The Miljacka River, which used to tie the city together like a ribbon, now divided it like the edge of a serrated knife. Grbavica apartments looked north over the wiry green river, into the Ottoman-age monuments and minarets on what had become the Bosnian slice of the city: the ruins of the National Library, the old synagogue, the main Serbian church, and the city’s central mosque. Apartment buildings in Grbavica had been posh addresses just a few months ago. Officers of the Yugoslav National Army had appropriated many of them (for only Communism, not favoritism, had fallen in Yugoslavia).

But now the national army had been converted—guns, tanks, and officers—into the Bosnian Serb Army, which had quickly captured two-thirds of Bosnia. Most army officers and their families saw no need to live like the people they were shooting across the way, crouching below shattered windows in shot-out rooms.

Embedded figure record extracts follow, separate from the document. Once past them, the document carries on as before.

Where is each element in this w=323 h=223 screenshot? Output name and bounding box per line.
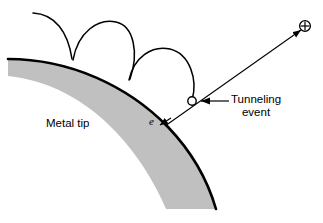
metal-tip-shape bbox=[8, 59, 216, 209]
tunneling-diagram: Metal tip Tunnelingevent e bbox=[0, 0, 323, 223]
electron-trajectory-loop-2 bbox=[73, 21, 134, 79]
electron-trajectory-loop-3 bbox=[129, 48, 194, 100]
tunneling-label-line1: Tunneling bbox=[231, 93, 281, 105]
metal-tip-label: Metal tip bbox=[46, 117, 89, 129]
electron-label: e bbox=[149, 116, 154, 128]
electron-trajectory-loop-1 bbox=[33, 13, 72, 59]
tunneling-event-label: Tunnelingevent bbox=[231, 93, 281, 119]
tunneling-label-line2: event bbox=[231, 106, 281, 119]
tunneling-event-circle bbox=[188, 97, 196, 105]
positive-ion-symbol bbox=[300, 21, 311, 32]
metal-tip-fill bbox=[8, 59, 216, 209]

Many Serb military families had moved out of range, to country places in the resort towns nearby. But scavengers, thieves, and Serb refugees had come to squat in Grbavica apartment blocks, alongside Serb snipers.

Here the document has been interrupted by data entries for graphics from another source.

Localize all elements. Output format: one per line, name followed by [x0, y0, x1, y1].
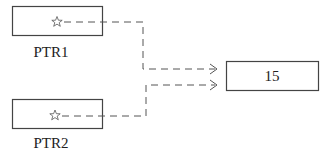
pointer-diagram: PTR1 PTR2 15 — [0, 0, 326, 155]
ptr1-box — [13, 7, 103, 36]
ptr1-label: PTR1 — [33, 44, 68, 60]
ptr2-label: PTR2 — [33, 135, 68, 151]
value-text: 15 — [265, 68, 280, 84]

Across the way, Irena observed certain rules. She had been taught a few, and kept a few more for herself. Tedic, her chief, had told her not to shoot at children. The morals were dubious and the publicity devastating. On her own, Irena had determined that she would not shoot at pets. Tedic had instructed her not to shoot at grandmothers, and when she’d wondered if grandfathers were included by the same logic, he had reminded her that Milosevic and Karadzic could have grandchildren.

Tedic had also directed Irena not to shoot at squatters. He said they weren’t worth the waste of a bullet, or the risk of revealing herself. Serbs reviled squatters as bothersome bumpkins and pests; their loss would cause no inconvenience or remorse.

“Why should we clean out their rats’ nests?” he asked.

Irena decided that she would not shoot at someone who looked like Sting, the Princess of Wales, or Katarina Witt. She wanted to be able to enjoy looking at their pictures without seeing ghosts. She would not shoot at someone who was already wounded, though she would judge if someone limped because he had truly been wounded or because he had jammed his toe kicking a plugged-up toilet.

Irena knew that Tedic would have a score of sensible objections to each of her rules. What if Serb snipers started tucking puppies under their arms? What if a Serb mortar team carried a little ginger cat as their mascot? Would she shrink from firing at a Serb setting off an artillery piece if he had eyebrows like Katarina Witt? Irena kept her rules in confidence so that she could not be reasoned out of them. She already knew that when the bullets she fired singed the air, they sailed under their own authority.

“Two facts to keep in mind,” Tedic had told Irena when she began work. “They are always up. We are always down.” The Serbs and their heavy guns inhabited the hills. The Bosnians of Sarajevo looked up into those guns from the valley into which their city was tucked—or trapped—along the river.

When Irena looked across into the landscape of windows and balconies where she had once lived, she imagined that she could make out bowls of glistening hard-boiled eggs, glossy brass pots of strong black coffee, and stout platters of fat brown sausages, passed between the dirty hands of brutes.

Sometimes she could steady her sight and see little curlicues of pink or blue petals dappling the family pottery. She imagined what it would be like for a Serb family to sit at their table listening to the Knight. She liked to picture their surprise when a loud snap smacked through their window and punctured their coffeepot. She saw a brown downpour splash against the wall, runny as blood, while the family scrambled under the table. The sausages would go down like blasted ships, the lacy ivory tablecloth would tear as the young son dived, grasping at the scalloped stitching for covering. Irena imagined delicately tapping out their telephone number. The family’s phone would quiver slightly as it trilled in the window (most phones in Serb territory worked), a trembling hand scrambling up for the receiver.